Hugh of Avalon

Daily Reading for November 17 • Hugh, Bishop of Lincoln, 1200

Richard I took only a passing interest in the affairs of his kingdom, for his life was so totally absorbed by the Crusades that, out of his whole reign of ten years, he spent only four or five months in England. Meanwhile the government of the country was carried on by his ministers, most of whom were bishops and many of them far more interested in the details of political organization than in the routine of pastoral duties. Hubert Walter, who was Archbishop of Canterbury from 1193 to 1205 held, in addition to the primacy, the offices of legate, chief justiciar, chancellor and vicegerent. But he was a good and conscientious man, a great civil servant anxious to make a success of his labours and to guide the country through an exceedingly difficult time. William Longchamp, Bishop of Ely (1189-97), who was also chancellor, was a less attractive character who made himself much disliked by his domineering and extravagant ways. Geoffrey Plantagenet, an illegitimate son of Henry II, had far less claim to ecclesiastical preferment; yet he became Bishop of Lincoln at the age of fourteen and Archbishop of York seven years later, though his interest in the affairs of the Church was of the very slightest and he spent most of his time abroad. One bishop alone stands out as a shining example of pastoral devotion, and that was S.Hugh of Lincoln.

. . . .

Among the minor orders which found their way into England in the twelfth century was the order of Carthusians, founded by S. Bruno at the Grande-Chartreuse in 1086. Unlike most of the other monastic orders the Carthusians were hermit-monks, who renounced the corporate life and lived each in his own cell, where he did his work, cooked his own food and said his prayers. The community met only for the night-office, Mass and vespers. For the rest of the day each monk lived the life of a solitary. The order never made much progress in England, for the life was very hard and the standards remained very high. It produced, however, one of the most saintly characters of the medieval English Church—S. Hugh of Avalon, who came over to found the charterhouse at Witham in 1178 and in 1186 was elected Bishop of Lincoln, where he lived for fourteen years, setting an example of what a really pastoral bishop might be.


▶ Task to carry out:
Copy all the records word for word, apart from any pictures.

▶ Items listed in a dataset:
==============================

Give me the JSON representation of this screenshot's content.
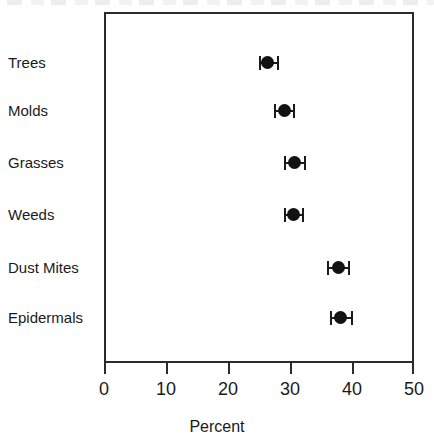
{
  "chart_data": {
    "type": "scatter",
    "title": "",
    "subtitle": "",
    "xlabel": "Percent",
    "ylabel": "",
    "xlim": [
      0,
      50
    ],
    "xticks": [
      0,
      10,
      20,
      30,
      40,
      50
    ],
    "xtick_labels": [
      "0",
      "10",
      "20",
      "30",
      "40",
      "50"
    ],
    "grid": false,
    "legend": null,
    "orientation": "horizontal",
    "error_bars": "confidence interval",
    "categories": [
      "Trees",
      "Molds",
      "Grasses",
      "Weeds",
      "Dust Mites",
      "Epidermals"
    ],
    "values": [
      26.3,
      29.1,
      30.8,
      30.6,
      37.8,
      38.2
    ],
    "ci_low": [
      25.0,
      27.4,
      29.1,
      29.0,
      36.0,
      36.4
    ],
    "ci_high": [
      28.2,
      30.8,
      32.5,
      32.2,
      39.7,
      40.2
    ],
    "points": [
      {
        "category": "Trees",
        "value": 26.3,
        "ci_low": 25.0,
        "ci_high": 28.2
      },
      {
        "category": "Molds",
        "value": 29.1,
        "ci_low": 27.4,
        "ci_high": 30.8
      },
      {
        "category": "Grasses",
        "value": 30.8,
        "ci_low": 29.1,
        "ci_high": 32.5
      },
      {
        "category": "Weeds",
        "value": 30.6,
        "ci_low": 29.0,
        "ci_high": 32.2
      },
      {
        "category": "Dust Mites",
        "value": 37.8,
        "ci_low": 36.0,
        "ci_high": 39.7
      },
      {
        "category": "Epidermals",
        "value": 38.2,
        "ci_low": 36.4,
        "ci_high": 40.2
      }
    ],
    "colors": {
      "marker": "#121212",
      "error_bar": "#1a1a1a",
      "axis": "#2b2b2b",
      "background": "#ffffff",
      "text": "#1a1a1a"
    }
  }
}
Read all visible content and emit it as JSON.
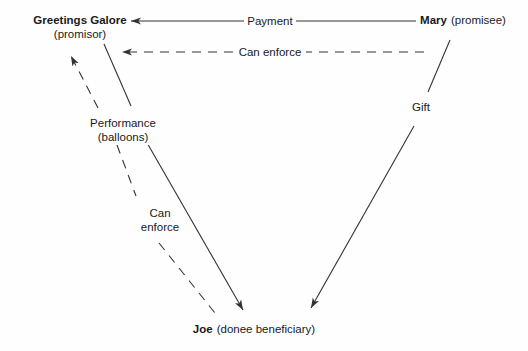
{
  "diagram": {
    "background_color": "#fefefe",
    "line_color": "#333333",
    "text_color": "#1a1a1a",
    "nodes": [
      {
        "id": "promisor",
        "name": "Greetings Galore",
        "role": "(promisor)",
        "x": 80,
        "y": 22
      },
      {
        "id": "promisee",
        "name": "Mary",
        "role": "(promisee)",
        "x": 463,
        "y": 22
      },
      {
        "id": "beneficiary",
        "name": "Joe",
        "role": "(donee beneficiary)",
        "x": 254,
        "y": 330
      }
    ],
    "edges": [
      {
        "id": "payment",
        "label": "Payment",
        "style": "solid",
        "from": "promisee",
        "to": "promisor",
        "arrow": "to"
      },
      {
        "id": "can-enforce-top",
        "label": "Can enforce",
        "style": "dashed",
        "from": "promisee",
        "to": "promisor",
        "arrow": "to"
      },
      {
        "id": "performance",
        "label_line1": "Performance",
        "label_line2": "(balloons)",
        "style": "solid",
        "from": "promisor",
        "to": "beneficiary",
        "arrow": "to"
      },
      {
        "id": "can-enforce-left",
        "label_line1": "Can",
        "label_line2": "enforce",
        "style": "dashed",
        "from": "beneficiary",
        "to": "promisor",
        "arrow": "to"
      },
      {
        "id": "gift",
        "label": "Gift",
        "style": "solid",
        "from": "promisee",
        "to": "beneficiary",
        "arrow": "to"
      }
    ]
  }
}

==============================

▶ Exercise result:
Give me the JSON representation of this screenshot's content.
{
  "chart_data": {
    "type": "scatter",
    "title": "",
    "subtitle": "",
    "xlabel": "Percent",
    "ylabel": "",
    "xlim": [
      0,
      50
    ],
    "xticks": [
      0,
      10,
      20,
      30,
      40,
      50
    ],
    "xtick_labels": [
      "0",
      "10",
      "20",
      "30",
      "40",
      "50"
    ],
    "grid": false,
    "legend": null,
    "orientation": "horizontal",
    "error_bars": "confidence interval",
    "categories": [
      "Trees",
      "Molds",
      "Grasses",
      "Weeds",
      "Dust Mites",
      "Epidermals"
    ],
    "values": [
      26.3,
      29.1,
      30.8,
      30.6,
      37.8,
      38.2
    ],
    "ci_low": [
      25.0,
      27.4,
      29.1,
      29.0,
      36.0,
      36.4
    ],
    "ci_high": [
      28.2,
      30.8,
      32.5,
      32.2,
      39.7,
      40.2
    ],
    "points": [
      {
        "category": "Trees",
        "value": 26.3,
        "ci_low": 25.0,
        "ci_high": 28.2
      },
      {
        "category": "Molds",
        "value": 29.1,
        "ci_low": 27.4,
        "ci_high": 30.8
      },
      {
        "category": "Grasses",
        "value": 30.8,
        "ci_low": 29.1,
        "ci_high": 32.5
      },
      {
        "category": "Weeds",
        "value": 30.6,
        "ci_low": 29.0,
        "ci_high": 32.2
      },
      {
        "category": "Dust Mites",
        "value": 37.8,
        "ci_low": 36.0,
        "ci_high": 39.7
      },
      {
        "category": "Epidermals",
        "value": 38.2,
        "ci_low": 36.4,
        "ci_high": 40.2
      }
    ],
    "colors": {
      "marker": "#121212",
      "error_bar": "#1a1a1a",
      "axis": "#2b2b2b",
      "background": "#ffffff",
      "text": "#1a1a1a"
    }
  }
}
Read all visible content and emit it as JSON.
{
  "diagram": {
    "background_color": "#fefefe",
    "line_color": "#333333",
    "text_color": "#1a1a1a",
    "nodes": [
      {
        "id": "promisor",
        "name": "Greetings Galore",
        "role": "(promisor)",
        "x": 80,
        "y": 22
      },
      {
        "id": "promisee",
        "name": "Mary",
        "role": "(promisee)",
        "x": 463,
        "y": 22
      },
      {
        "id": "beneficiary",
        "name": "Joe",
        "role": "(donee beneficiary)",
        "x": 254,
        "y": 330
      }
    ],
    "edges": [
      {
        "id": "payment",
        "label": "Payment",
        "style": "solid",
        "from": "promisee",
        "to": "promisor",
        "arrow": "to"
      },
      {
        "id": "can-enforce-top",
        "label": "Can enforce",
        "style": "dashed",
        "from": "promisee",
        "to": "promisor",
        "arrow": "to"
      },
      {
        "id": "performance",
        "label_line1": "Performance",
        "label_line2": "(balloons)",
        "style": "solid",
        "from": "promisor",
        "to": "beneficiary",
        "arrow": "to"
      },
      {
        "id": "can-enforce-left",
        "label_line1": "Can",
        "label_line2": "enforce",
        "style": "dashed",
        "from": "beneficiary",
        "to": "promisor",
        "arrow": "to"
      },
      {
        "id": "gift",
        "label": "Gift",
        "style": "solid",
        "from": "promisee",
        "to": "beneficiary",
        "arrow": "to"
      }
    ]
  }
}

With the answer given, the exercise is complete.